WHAT IS REQUIRED: Begin at the line containing "Image resolution: width=1171" in the records below, end at the line containing "The height and width of the screenshot is (1929, 914).", and retype each line in that span exactly. No other line and no image should appear.

SUPPLIED ENTRIES:

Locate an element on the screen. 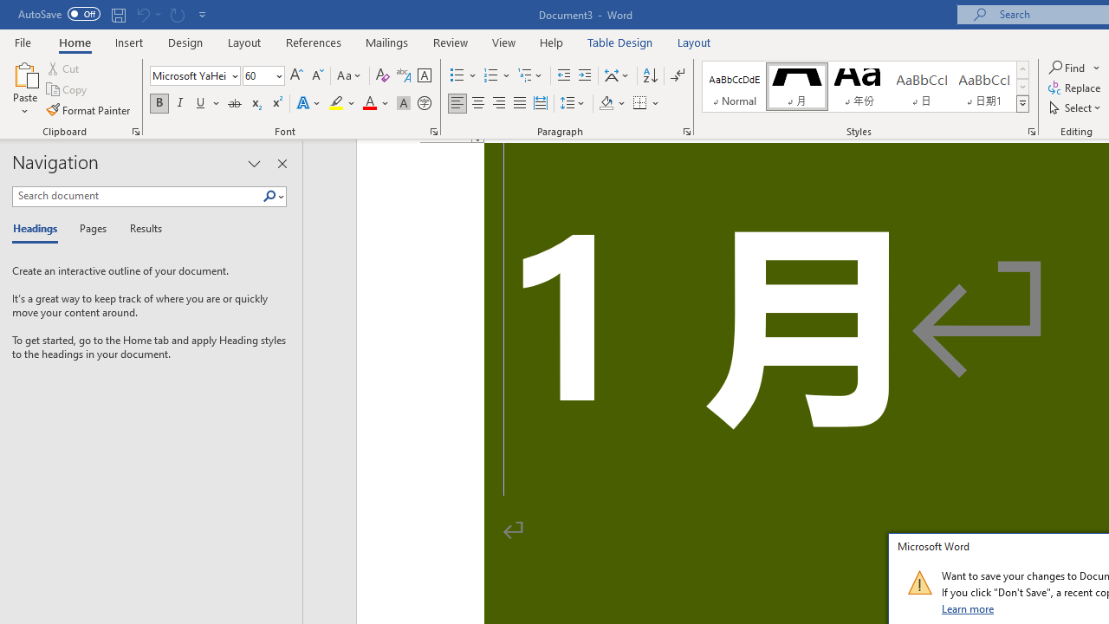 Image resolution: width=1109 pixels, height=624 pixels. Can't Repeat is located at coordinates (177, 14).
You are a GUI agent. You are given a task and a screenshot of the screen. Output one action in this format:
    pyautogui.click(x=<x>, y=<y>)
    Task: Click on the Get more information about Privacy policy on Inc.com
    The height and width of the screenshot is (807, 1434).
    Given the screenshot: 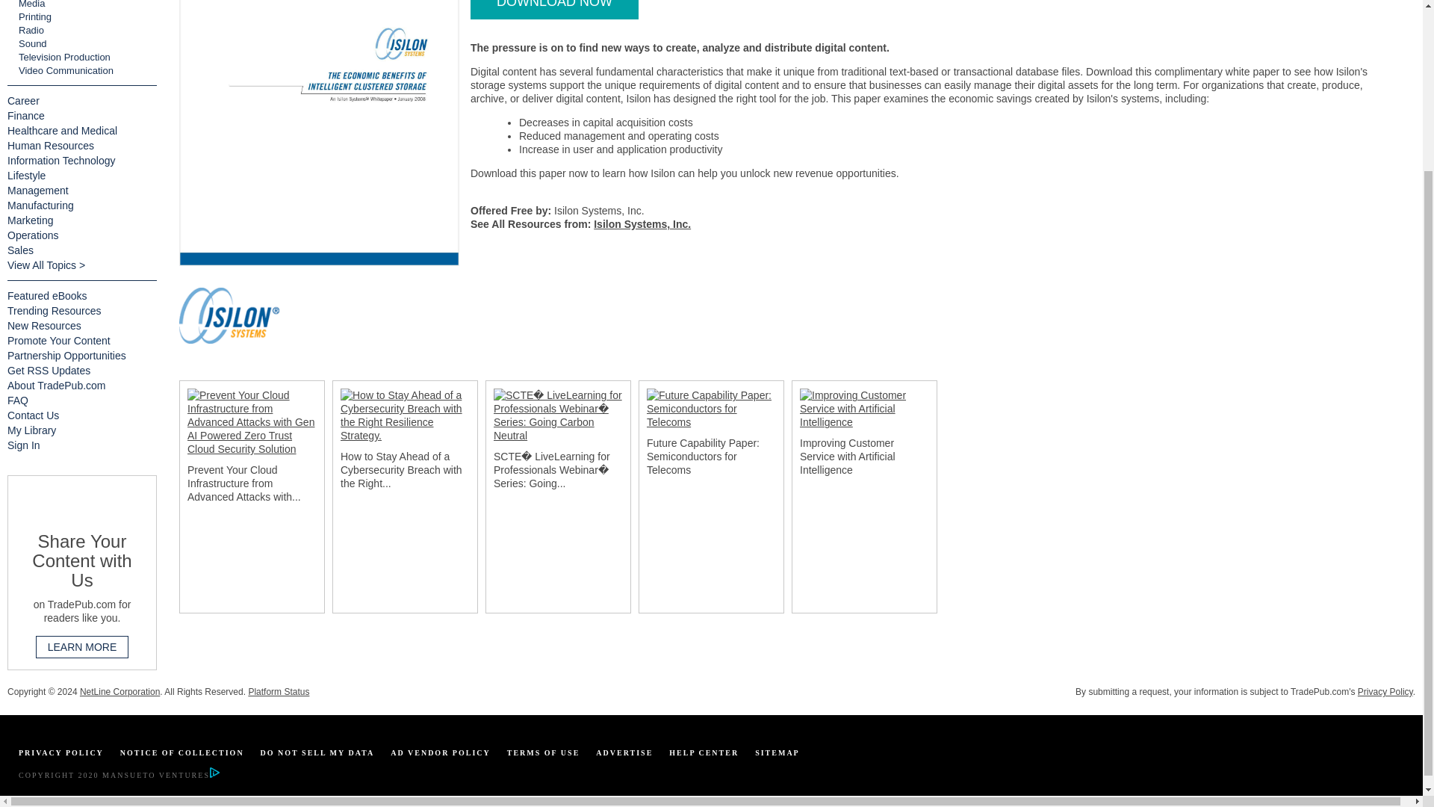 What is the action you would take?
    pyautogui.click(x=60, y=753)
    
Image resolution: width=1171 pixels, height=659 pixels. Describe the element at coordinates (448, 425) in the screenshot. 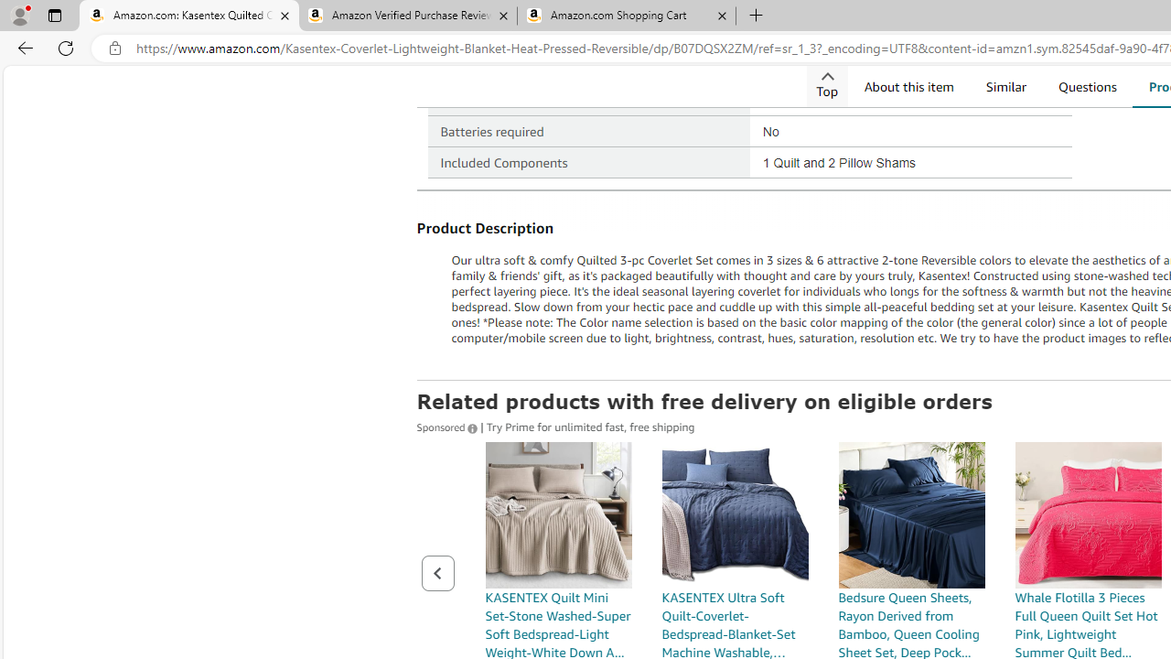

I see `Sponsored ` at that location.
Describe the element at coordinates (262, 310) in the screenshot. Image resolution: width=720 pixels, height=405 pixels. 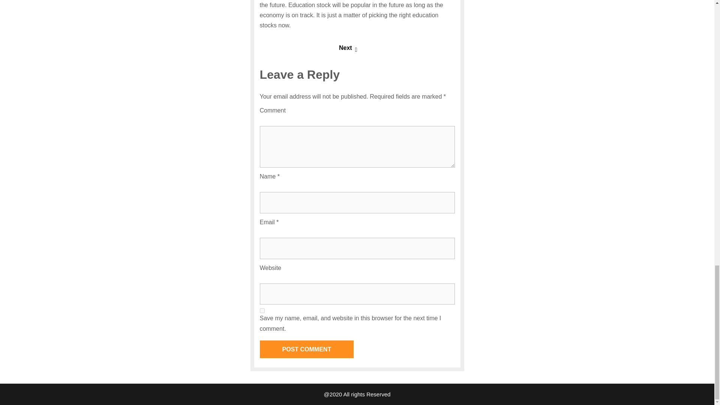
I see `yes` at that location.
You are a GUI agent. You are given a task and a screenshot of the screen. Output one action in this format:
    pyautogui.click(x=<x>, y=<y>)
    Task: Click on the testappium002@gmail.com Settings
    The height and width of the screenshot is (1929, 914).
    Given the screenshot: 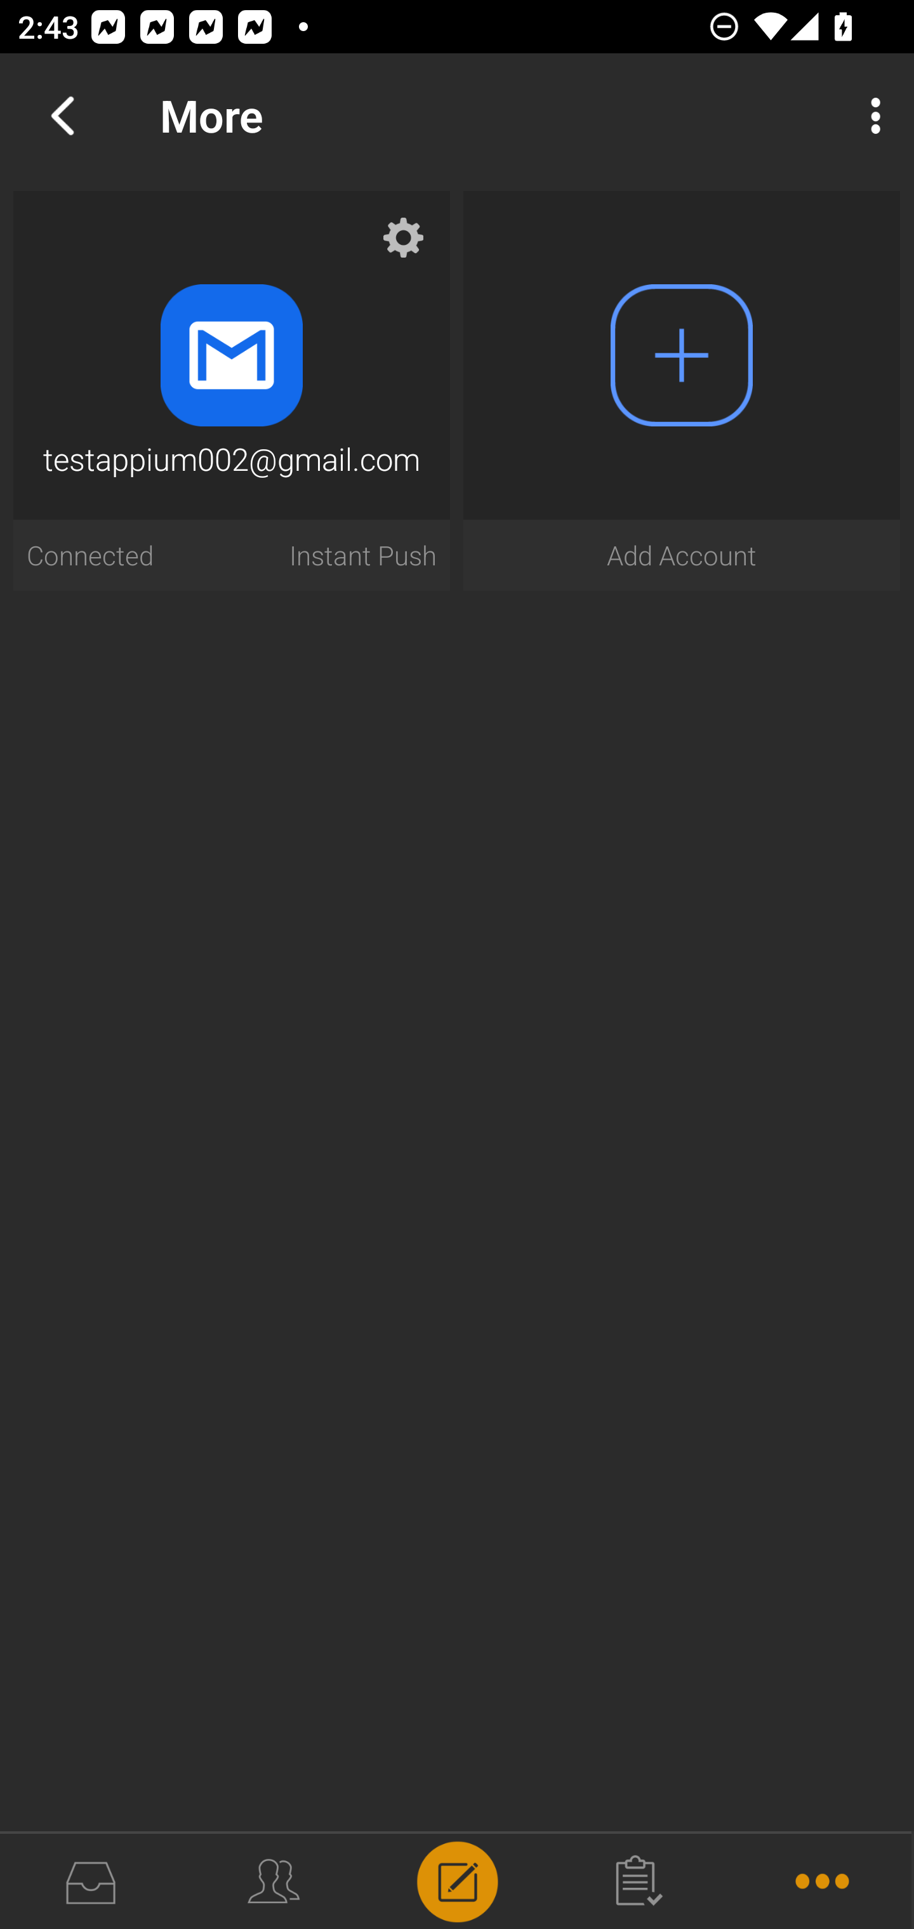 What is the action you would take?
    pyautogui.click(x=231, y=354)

--

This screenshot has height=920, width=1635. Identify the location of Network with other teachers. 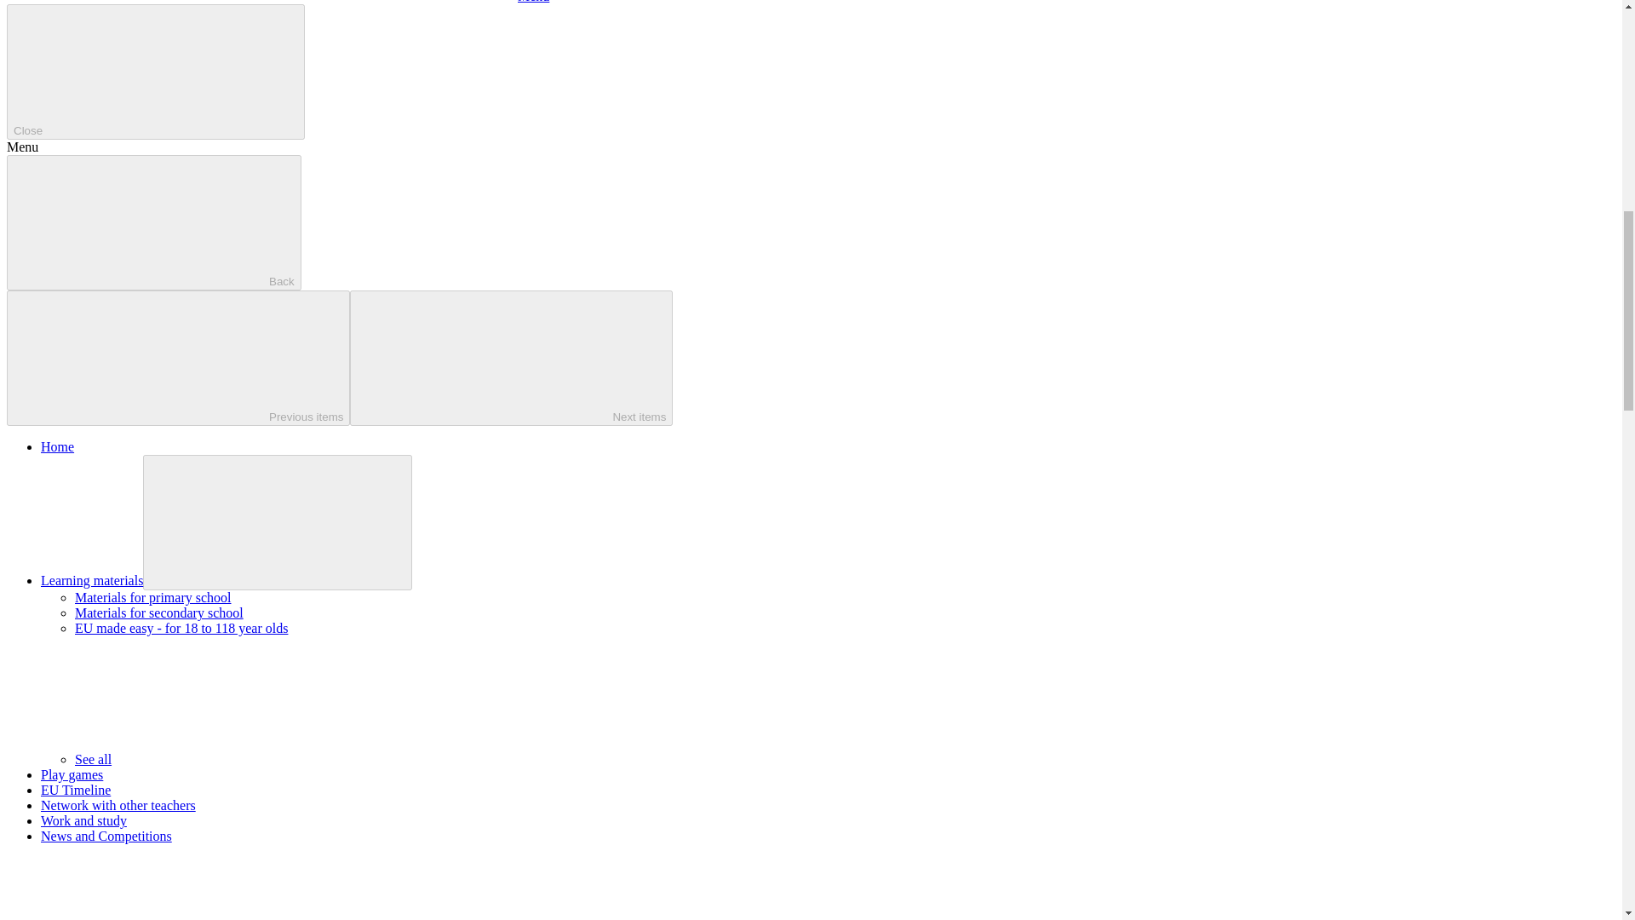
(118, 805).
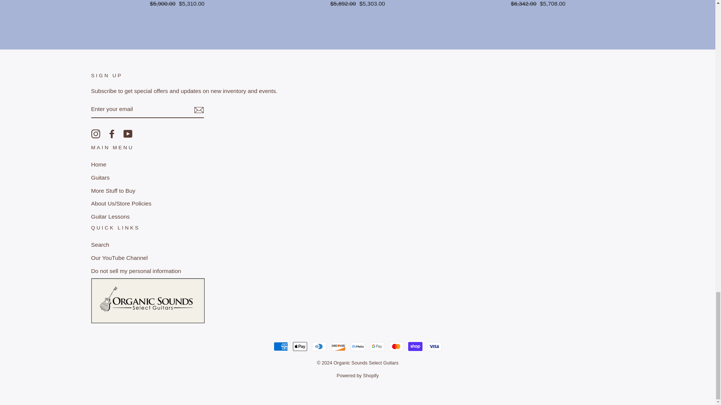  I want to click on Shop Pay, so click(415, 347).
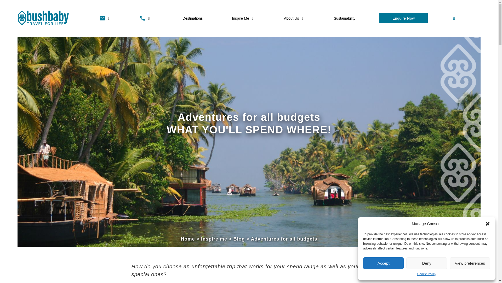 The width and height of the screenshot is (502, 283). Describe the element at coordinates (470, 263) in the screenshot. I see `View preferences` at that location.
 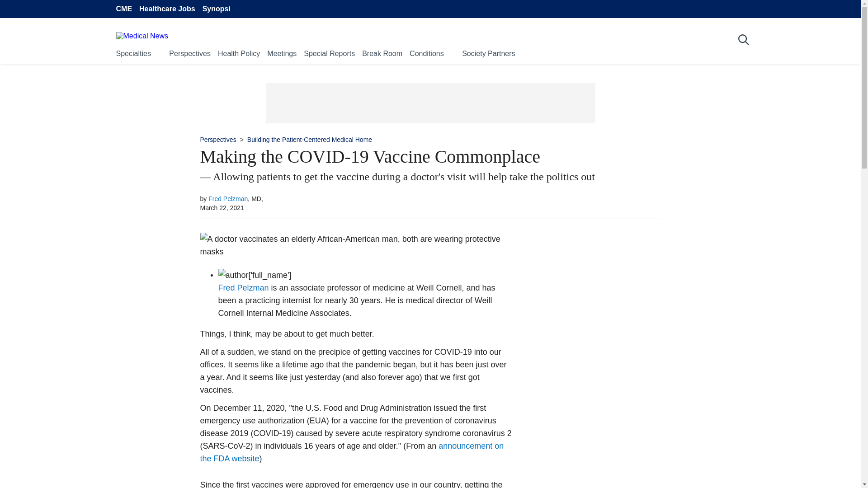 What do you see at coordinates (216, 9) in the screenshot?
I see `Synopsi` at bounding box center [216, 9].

* * *

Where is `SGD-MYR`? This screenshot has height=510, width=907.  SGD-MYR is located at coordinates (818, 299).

FINAL ANSWER:
Image resolution: width=1171 pixels, height=659 pixels. Describe the element at coordinates (448, 425) in the screenshot. 

I see `Sponsored ` at that location.
Describe the element at coordinates (262, 310) in the screenshot. Image resolution: width=720 pixels, height=405 pixels. 
I see `yes` at that location.
You are a GUI agent. You are given a task and a screenshot of the screen. Output one action in this format:
    pyautogui.click(x=<x>, y=<y>)
    Task: Click on the testappium002@gmail.com Settings
    The height and width of the screenshot is (1929, 914).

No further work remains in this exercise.